For the purpose of actual displaying - yes.

For the purpose of transforming text/html input into rendered text
output, the same logic is used as for interactive display (with some
differences of course, like for page counting and screen width).
That includes transcoding from an (assumed or explicit) input charset
to an output charset (where possible).   That output charset just
happens to be called "display character set", which isn't really
appropriate when using -dump, but it is still the same thing.
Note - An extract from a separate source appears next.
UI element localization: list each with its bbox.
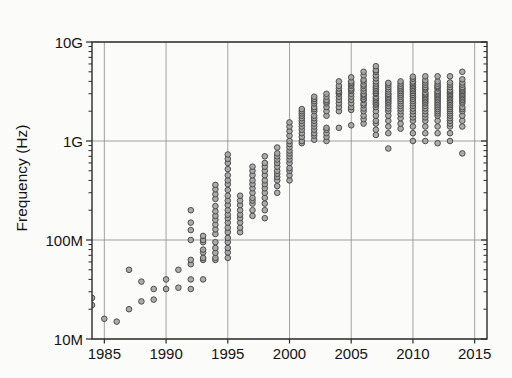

You cannot currently specify the output charset on the command line
(although you can specify the default input charset, as -assume_*),
so you have to set it either in lynx.cfg or by saving from the 'O'ptions
screen.

For most uses this seems reasonable.  Normally you want the text you get
with -dump in the same character encoding you use for display.  If you
normally use lynx only with -dump - call it interactively once, visit
some pages and set it up so that characters are displayed correctly
(for correct pages!), then save options.

The -raw flag survives from pre-chartrans times, its key equivalent
'@' is somewhat more useful for convenient toggling between two states.
But mostly you shouldn't need '-raw' if you use the more flexible
-assume_* flags or have the equivalent in lynx.cfg.